Since the birth of the internet, the cell phone, and the computer, we’ve seen new elements of language emerge, including GIFs, emojis, online video, voice commands, haptic responses, chatbots and dozens of other forms of communication.
SOFTWARE IS EATING OUR WORDS:
By 2022 there will be more than 6 billion digitally connected citizens, 10 billion connected devices, millions of autonomous chatbots, trillions of sensors and networks so fast that communication will happen faster than humans can process a single thought.
Communication is defined as the imparting or exchanging of information or news and language is a system of communication and so whether we are communicating verbally in writing or using photos and videos, in the future our words will be mediated and modified by technology.
And so as software advances and as the proliferation of technology impacts more people on the planet we believe one of the most important questions to ask is what will this mean for the future of language and human communication?
5 EMERGING TRENDS:
To understand this at a more macro level, here are five social media trends that help us understand the importance of this question:
- Video viewership is exploding, with Snapchat, Instagram and Facebook Live leading the way. Video formats are also changing and so as a medium expect some huge shifts in form and function.
- Messaging is dominated by Facebook and WeChat, it’s growing rapidly, and evolving from simple text communication to become our new home screen with options for vivid self-expression and commerce.
- Rise of voice interfaces because they’re fast, easy, personalized, hands-free, and cheap, with Google on Android now seeing 20% of searches from voice, and Amazon Echo sales growing as iPhone sales slow
- Rise of machine assisted communications, including Facebook’s Messenger app and new API for developers. Includes chat based commerce, customer support and mobile payments. In 2017 we might see the first friend-bots where people become attached the bots they interact with each day.
- New layers of immersion and new fields of reality never experienced before via AR and VR, which impacts how we communicate, how we play games, watch films and interact with doctors, teachers and how we travel the world.
NEW ELEMENTS OF LANGUAGE:
With each of these advances we’re seeing “new elements of language” emerge:
- GIFs
- emojis
- online video
- voice commands
- geo filters
- haptic responses
- chatbots
These elements are helping us express and communicate in ways we’ve never been able to before. Today we can react to something on Facebook with an emoji, interact with chatbots as if we were having a conversation with a customer service agent. We can delegate the arduous back and forth of setting up a meeting via email to a human-assisted a.i and we can order an Uber or change a song on Spotify by giving verbal commands to a box in our living room.
As elements of language evolve and morph into something new, we inevitably become more reliant on the technology that enables them. It is this reliance which will have the greatest impact on how we function as humans day-to-day, which, in the context of what this means for business, raises an important question: will businesses and organizations connect with customers and community members more effectively if humans were taken out of the equation?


* DIRECTIONS *
Scan the data below for the string "chart". Copy every line where it appears.

* RECORDS TO PROCESS *
____________

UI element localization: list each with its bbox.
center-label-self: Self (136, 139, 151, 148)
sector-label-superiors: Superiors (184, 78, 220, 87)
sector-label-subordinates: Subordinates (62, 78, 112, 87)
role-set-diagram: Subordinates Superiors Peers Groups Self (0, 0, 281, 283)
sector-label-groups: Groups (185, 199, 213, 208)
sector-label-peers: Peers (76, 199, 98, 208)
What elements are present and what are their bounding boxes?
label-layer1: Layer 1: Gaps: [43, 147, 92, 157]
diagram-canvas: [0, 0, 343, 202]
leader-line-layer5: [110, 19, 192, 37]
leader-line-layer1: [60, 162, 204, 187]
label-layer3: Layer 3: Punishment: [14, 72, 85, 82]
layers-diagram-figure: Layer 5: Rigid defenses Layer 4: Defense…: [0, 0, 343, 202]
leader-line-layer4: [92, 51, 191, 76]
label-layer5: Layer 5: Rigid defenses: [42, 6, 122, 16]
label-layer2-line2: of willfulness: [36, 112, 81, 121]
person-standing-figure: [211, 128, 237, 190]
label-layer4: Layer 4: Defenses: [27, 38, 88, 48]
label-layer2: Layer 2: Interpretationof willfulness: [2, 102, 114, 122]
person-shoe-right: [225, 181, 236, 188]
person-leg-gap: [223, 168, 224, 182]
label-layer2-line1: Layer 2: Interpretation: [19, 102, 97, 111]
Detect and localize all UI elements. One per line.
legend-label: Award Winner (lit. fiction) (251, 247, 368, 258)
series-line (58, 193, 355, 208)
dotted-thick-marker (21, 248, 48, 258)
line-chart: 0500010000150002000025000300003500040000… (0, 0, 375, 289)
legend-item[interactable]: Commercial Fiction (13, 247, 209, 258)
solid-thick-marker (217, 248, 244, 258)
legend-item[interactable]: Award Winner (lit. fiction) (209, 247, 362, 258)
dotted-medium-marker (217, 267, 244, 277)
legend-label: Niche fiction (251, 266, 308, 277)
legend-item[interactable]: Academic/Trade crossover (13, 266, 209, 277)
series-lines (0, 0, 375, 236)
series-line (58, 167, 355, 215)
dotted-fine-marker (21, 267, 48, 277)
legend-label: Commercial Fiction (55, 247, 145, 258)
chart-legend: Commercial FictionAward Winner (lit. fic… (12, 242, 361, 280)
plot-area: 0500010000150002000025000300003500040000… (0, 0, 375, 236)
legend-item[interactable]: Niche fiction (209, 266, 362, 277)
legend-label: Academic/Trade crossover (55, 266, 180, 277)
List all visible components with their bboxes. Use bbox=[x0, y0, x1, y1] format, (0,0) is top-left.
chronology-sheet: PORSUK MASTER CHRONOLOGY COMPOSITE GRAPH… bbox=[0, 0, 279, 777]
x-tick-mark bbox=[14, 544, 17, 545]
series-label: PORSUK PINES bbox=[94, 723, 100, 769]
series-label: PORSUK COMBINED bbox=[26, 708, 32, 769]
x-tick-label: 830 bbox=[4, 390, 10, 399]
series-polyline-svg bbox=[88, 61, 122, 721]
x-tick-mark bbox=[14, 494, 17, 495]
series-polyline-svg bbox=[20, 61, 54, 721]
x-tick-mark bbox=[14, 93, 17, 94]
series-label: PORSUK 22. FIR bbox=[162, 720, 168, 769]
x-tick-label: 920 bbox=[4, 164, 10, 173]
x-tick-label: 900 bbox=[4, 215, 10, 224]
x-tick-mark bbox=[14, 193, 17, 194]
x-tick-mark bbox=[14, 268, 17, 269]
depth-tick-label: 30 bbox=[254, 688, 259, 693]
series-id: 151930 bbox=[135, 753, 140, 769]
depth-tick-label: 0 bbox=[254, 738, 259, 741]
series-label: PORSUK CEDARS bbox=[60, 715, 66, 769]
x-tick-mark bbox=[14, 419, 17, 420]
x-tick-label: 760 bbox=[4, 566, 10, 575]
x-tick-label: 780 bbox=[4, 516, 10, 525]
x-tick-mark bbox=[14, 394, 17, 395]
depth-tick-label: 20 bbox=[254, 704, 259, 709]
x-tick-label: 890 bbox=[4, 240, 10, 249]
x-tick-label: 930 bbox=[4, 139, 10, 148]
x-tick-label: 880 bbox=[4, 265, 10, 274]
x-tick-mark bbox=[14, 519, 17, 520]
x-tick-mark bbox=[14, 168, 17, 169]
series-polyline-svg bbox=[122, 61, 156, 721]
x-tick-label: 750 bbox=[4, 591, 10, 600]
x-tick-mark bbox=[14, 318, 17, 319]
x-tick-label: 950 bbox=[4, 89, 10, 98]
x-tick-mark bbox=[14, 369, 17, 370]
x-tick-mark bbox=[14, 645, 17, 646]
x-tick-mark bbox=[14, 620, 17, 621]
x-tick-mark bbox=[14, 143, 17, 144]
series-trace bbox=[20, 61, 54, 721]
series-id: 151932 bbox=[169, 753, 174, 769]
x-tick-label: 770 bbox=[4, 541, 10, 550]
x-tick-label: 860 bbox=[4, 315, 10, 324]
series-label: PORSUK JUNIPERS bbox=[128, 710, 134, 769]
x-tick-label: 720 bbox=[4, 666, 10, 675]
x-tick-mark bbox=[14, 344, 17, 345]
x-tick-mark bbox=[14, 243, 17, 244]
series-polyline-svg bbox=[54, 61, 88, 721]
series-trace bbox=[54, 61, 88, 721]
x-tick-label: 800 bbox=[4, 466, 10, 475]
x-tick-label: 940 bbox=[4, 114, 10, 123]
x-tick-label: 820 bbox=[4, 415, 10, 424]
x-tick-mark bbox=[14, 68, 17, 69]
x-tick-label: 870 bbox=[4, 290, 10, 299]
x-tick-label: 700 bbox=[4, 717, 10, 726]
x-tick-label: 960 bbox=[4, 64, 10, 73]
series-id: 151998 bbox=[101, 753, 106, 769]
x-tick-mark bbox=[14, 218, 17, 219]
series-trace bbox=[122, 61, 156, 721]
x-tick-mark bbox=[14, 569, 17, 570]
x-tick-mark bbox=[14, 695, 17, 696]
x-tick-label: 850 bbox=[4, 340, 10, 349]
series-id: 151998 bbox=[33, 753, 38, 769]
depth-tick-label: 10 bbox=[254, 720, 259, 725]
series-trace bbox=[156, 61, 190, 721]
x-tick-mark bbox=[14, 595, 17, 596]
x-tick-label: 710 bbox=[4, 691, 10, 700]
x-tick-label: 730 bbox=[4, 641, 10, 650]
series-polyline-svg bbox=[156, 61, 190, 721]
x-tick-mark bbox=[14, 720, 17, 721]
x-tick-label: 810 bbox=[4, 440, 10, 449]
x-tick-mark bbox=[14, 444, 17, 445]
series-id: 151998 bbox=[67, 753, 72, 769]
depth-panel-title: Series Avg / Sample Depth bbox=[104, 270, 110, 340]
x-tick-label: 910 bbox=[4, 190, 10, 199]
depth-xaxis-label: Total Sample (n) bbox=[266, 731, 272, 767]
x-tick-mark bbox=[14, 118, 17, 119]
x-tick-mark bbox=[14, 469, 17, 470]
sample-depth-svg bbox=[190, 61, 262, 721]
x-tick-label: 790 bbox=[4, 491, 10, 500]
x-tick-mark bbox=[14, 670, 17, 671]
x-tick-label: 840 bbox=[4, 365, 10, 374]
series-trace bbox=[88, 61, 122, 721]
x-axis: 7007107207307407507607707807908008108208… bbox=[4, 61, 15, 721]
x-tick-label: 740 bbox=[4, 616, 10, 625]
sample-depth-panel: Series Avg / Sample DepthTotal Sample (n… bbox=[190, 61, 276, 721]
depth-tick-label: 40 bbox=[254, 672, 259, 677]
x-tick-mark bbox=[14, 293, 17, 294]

____________

* RESULT FOR THIS EXERCISE *
line-chart: 0500010000150002000025000300003500040000… (0, 0, 375, 289)
chart-legend: Commercial FictionAward Winner (lit. fic… (12, 242, 361, 280)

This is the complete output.